The Real Deal on Clinton's Impeachment and Trial

by Carl Dix

Revolutionary Worker #993, February 7, 1999

For only the second time in American history, a President is on trial in the U.S. Senate. Many people are shocked and disturbed that the steamroller has gone this far. People sense that something bigger is involved than the ordinary bickering and jockeying between Republicans and Democrats. The proceedings against Clinton have resembled a modern-day witch-hunt and inquisition.

So what is at the bottom of this Inquisition, and what are the stakes for the people?

There is in fact a "vast right-wing conspiracy." This may not surprise those who have followed the careers of some of the key players in the impeachment and trial. Both Senator Trent Lott and Congressman Bob Barr have connections to the white supremacist Council of Conservative Citizens. Henry Hyde has an amendment named after him which wiped out abortion funding for poor women. Supreme Court Justice Rehnquist backed the Jim Crow "separate but equal" doctrine, laws supporting wiretapping, surveillance without a court order, and preventive detention. But most people are unaware of the real extent, strength, and full agenda of the right-wing network within the U.S. power structure.

The impeachment Inquisition was never simply about Bill Clinton. The Right wants to force Clinton from office and push ahead with an aggressively repressive social and political agenda. The impeachment of Clinton has become a focal point of a many-sided and full-scale campaign to reshape and unify U.S. society more solidly around what has been called a "politics of cruelty." The forces behind this Inquisition want a society of "America right or wrong" ultra-patriotism, white supremacy, and women firmly under men's thumbs.

This Inquisition is bad news for the people and must be decisively and urgently opposed.
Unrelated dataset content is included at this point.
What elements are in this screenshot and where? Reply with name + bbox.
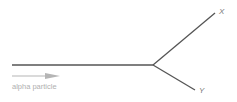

It has set dangerous and far-ranging precedents: spying and prying into people's personal lives; imposing religious morality on political and legal matters; using the rule of law to entrap defendants; and greatly expanding grand jury and prosecutorial powers. The Christian fascist thrust of the Inquisition would make consensual sex outside of marriage, and lying, both "sins" and "crimes."

The Christian Right who have risen to the top of the Republican Party are leading a "culture war" to outlaw the anti-establishment culture and morality of the 1960s--when millions felt righteous about fighting against the system, for justice and equality. They want to get Clinton because they view him (though mistakenly) as a symbol of the rebellious '60s, and of "diversity" and "multiculturalism."

Why is this right-wing power move so relentless and why is mainstream politics moving further and further to the right?

For one thing, global economic changes of the last decade demand a fiercer competitive system--fewer constraints on big business, more cost cutting, downsizing, decline of unions, and the gutting of social programs. To stay on top of today's global market requires a more "lean and mean" and mobile capitalist machine. These and other changes have cut the ground from the New Deal/Great Society social order that has held America together for the past 50 years.

For another thing, big social changes have taken place since the 1960s: growing minority populations, cultural diversity, the changing role of women, and the erosion of the traditional male-headed family. These changes pose real and potentially destabilizing challenges to the cohesion of U.S. capitalist society.

These are all some of the factors behind the consensus in the power structure that welfare must be slashed, that the repressive powers of government must be heightened, and that a repressive social climate must be fostered. Democrats and Republicans agree on a "politics of cruelty"--of poverty and punishment and patriarchy. But there is also sharp struggle. The far Right wants a more extreme version of this program. They believe that traditional Christian morality must now be the cement binding U.S. society and maintaining its dominant position in the world. And they are hell-bent on imposing their agenda.

From the moment Clinton took office, he has been a target of the Right. And now the President is on trial and the Inquisition is in full session. The legal and constitutional measures that have been used in going after the President are completely opposed to the interests of ordinary people--not to mention real opponents of the system.

Whether the forces behind this Inquisition succeed in removing Clinton from office or not, their program has serious implications for the people: more traditional morality shoved down the throats of the youth, more kids in prison, more police brutality, more restrictions on abortion, more attacks on bilingual education, more death sentences.

It has been said that Black people have a special stake in saving the Clinton presidency, that Clinton at least shows "respect for Black people and Black culture," and that the only alternative to Clinton is the Republicans--who are proven enemies of Black people. But to go along with this thinking is to fall into a trap.

Clinton's own program has never strayed far from the politics of poverty, punishment, and patriarchy. In fact, Clinton's specialty has been to combine the "politics of cruelty" with the democratic rhetoric of "inclusion." Clinton's record speaks for itself: dismantling welfare, endorsing and enforcing racist policies like widening use of the death penalty and escalating the criminalization and incarceration of a generation of Black and Latino youth, gutting many civil liberties, further militarizing the U.S-Mexico border and persecuting immigrants, bombing Iraq. With a friend like Clinton, who needs enemies? The fact is that both Clinton and the right wing play a role in an oppressive program that marches further to the right.

So how do we get out of this bad situation? We must find ways to speak out against and resist this Inquisition. All who are repulsed by the Right's agenda and tactics should join together and oppose this ugly crusade. Only the people can stop this Inquisition. We need to be building up determined resistance to the whole politics of cruelty, uniting people of different nationalities and from different walks of life--waging the kind of mass struggle that has begun to take place in opposition to the epidemic of police brutality, or to stop the execution of political prisoner Mumia Abu-Jamal.

What's called for is new resistance that does not rely on the political structures, institutions, and processes that are the very means through which this overall reactionary offensive is being carried out and legitimized. We need to take matters in our own hands. We need to rely on ourselves to take truly independent political action, and break out of the bounds and terms set by the system. This is a challenge. But it's the only realistic path for fighting the system's attacks on the people.

Carl Dix is national spokesperson of the Revolutionary Communist Party. He is a founding member of the October 22nd Coalition to Stop Police Brutality.


This article is posted in English and Spanish on Revolutionary Worker Online
http://rwor.org
Write: Box 3486, Merchandise Mart, Chicago, IL 60654
Phone: 773-227-4066 Fax: 773-227-4497
(The RW Online does not currently communicate via email.)